The book's focus is people who caused good things to happen, who were Originals. George Bernard Shaw put it this way:
"The reasonable man adapts himself to the world; the unreasonable one persists in trying to adapt the world to himself. Therefore all progress depends on the unreasonable man."
Thus, each chapter presents and a principle or maxim that an Original must deal with, and shows how someone did so. We learn quite early that it is risky to go against the grain (or against the tide). The first chapter, "Creative Destruction" (headed by the Shaw quote above) tackles that notion. The author highlights the origin of the online eyeglasses industry by four young men who started Warby Parker, in the face of enormous, "Nobody will want that!" -style criticism. I've used Warby Parker. I heard of them long before I tried them out. They're actually losing the marketing edge to some even less reasonable competitors, but they're the big dog in that arena. Adam Grant had passed up the chance to invest in WP in 2009, "…the worst financial decision I've ever made…", he tells us.

As much as we might idealize those who "speak truth to power," we recognize that most of those who do so get effectively squashed. In Chapter 3, "Out on a Limb", we find that we need to build credibility and status to be heard by the powers that be, assuming that is relevant. In the CIA of thirty years ago, Carmen Medina saw the need for faster communications in all directions within "the Company". She thought electronic communications—which weren't all that new—could help. After persistently speaking up she was "sent to Siberia" within the agency, and lucky she wasn't fired outright. By building credibility and status from her "Siberian" post, several years later she was able to co-create Intellipedia.
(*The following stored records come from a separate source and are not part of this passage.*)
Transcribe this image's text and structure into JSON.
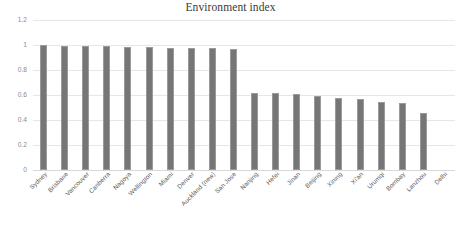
{
  "chart_data": {
    "type": "bar",
    "title": "Environment index",
    "xlabel": "",
    "ylabel": "",
    "ylim": [
      0,
      1.2
    ],
    "yticks": [
      "0",
      "0.2",
      "0.4",
      "0.6",
      "0.8",
      "1",
      "1.2"
    ],
    "ytick_values": [
      0,
      0.2,
      0.4,
      0.6,
      0.8,
      1,
      1.2
    ],
    "grid": true,
    "legend": false,
    "bar_color": "#767676",
    "gridline_color": "#e6e6e6",
    "categories": [
      "Sydney",
      "Brisbane",
      "Vancouver",
      "Canberra",
      "Nagoya",
      "Wellington",
      "Miami",
      "Denver",
      "Auckland (new)",
      "San Jose",
      "Nanjing",
      "Hefei",
      "Jinan",
      "Beijing",
      "Xining",
      "Xi'an",
      "Urumqi",
      "Bombay",
      "Lanzhou",
      "Delhi"
    ],
    "values": [
      1.0,
      0.995,
      0.99,
      0.99,
      0.985,
      0.985,
      0.98,
      0.98,
      0.975,
      0.97,
      0.62,
      0.615,
      0.605,
      0.595,
      0.58,
      0.57,
      0.545,
      0.535,
      0.46,
      0.0
    ]
  }
}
Now it is indispensable. 

That reminds me of Martin Luther. He was a nobody, a monk in Wittenberg, a rather nowhere place 80 km southwest of Berlin. The changing political climate (and newly invented printing press) set the stage for his "95 Theses" to "go viral". A generation earlier, he'd have soon wound up in prison or the grave. And he soon gained political protection from anti-clerical German princes, or he'd be forgotten today and any Protestant Reformation would have started decades later, if at all.
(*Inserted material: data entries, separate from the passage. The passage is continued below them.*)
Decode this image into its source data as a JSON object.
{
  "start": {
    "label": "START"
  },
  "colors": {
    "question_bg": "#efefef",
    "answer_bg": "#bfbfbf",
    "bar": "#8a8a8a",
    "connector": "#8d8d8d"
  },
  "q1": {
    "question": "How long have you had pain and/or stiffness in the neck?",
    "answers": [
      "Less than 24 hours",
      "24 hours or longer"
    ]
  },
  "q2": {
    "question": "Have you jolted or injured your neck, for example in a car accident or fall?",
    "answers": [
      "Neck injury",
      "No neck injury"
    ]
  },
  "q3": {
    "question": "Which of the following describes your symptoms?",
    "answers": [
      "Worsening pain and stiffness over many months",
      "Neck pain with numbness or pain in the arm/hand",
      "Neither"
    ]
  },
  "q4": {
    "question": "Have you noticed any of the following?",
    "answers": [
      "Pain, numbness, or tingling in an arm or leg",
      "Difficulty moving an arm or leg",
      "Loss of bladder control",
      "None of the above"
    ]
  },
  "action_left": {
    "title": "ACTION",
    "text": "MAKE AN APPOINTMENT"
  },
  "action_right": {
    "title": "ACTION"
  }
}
To quote Shaw again, a quote R.F. Kennedy used:
"You see things; and you say 'Why?' But I dream things that never were; and I say 'Why not?' "
I count it a character flaw of mine that it seems I always fail at "speaking truth to power", and quail in the face of opposing authority. Yet somehow I build a career on doing things I'd been told not to do by supervisors whom I was able to hoodwink long enough that they saw I was making clients happier, and "overlooked" my insubordination. But it took dying (and being resuscitated) on the operating table to give me the gumption to take a stand and stick to it when I thought it was warranted, which capped my career with significant success.

Few of us are in such a position that being a non-conformist will really get us anywhere. But look around. Nearly everything that makes this old world livable started with an idea, but even more, with a person who went against the tide to make the idea a reality. As Henry Ford said, "In 1890 people just wanted a better horse." Ford was not the first to produce a working and practical automobile (that was probably Carl Benz). He was one of a host of dreamers (including Olds, Nash, the Studebaker brothers, Cadillac, and DeLorean) who shaped the industry. The most powerful force is an idea.

I could say that I suggest this as a book to be read by any entrepreneur, (or wannabe). Maybe. Or maybe it's best to let folks with a gleam in their eye dive in and duke it out in the public arena. A key characteristic of Originals is that they are, well, Original! I think they ought to read it anyway.

There is a quirk in the eBook I read. At the bottom of nearly half the screens (virtual pages) I find the first syllable or two of a word, often in the middle of a line that ends prematurely. There is no hyphen. The next screen begins with the rest of the word. I don't find this in any of the other eBooks I have read, so far.